Video: 2 min Read time: 4 min
Cancer is a group of diseases characterized by the uncontrolled growth and spread of abnormal cells that can result in death if not treated. In 2022 in the US, there will be an estimated 1,918,030 new cancer cases and 609,360 cancer deaths. That’s approximately 5,250 new cases every day and 1,670 deaths every – single – day. Obesity is the second most common preventable cause of cancer and may soon overtake tobacco use as the most common cause.
At least 18% of newly diagnosed cancers in the US are caused by a combination of excess body weight, alcohol consumption, poor nutrition, and physical inactivity.
Obesity increases our risk of developing cancer in multiple ways that are way too complicated to talk about here but they fall into three primary buckets: immunologic, endocrine, and tissue hypoxia.
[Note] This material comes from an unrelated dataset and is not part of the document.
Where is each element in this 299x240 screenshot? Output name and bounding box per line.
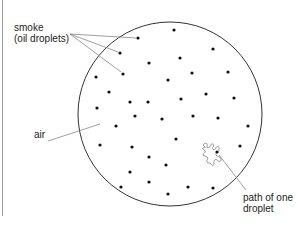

Risk factors may act simultaneously or in sequence to initiate and/or promote cancer growth.
The types of cancer that have been shown to have the strongest association with obesity are:
- postmenopausal breast cancer
- colorectal cancer
- cancers of the:
- uterus
- esophagus
- gallbladder
- kidney
- liver
- ovaries
- pancreas
- thyroid
- stomach
- multiple myeloma (cancer of the blood cells)
- meningioma (the tissue that covers the brain and spinal cord)
I promise you don’t want any of these!
Treating obesity is hard. However, if treating excess weight can lower your risk of developing one of these cancers, isn’t it the right kind of hard?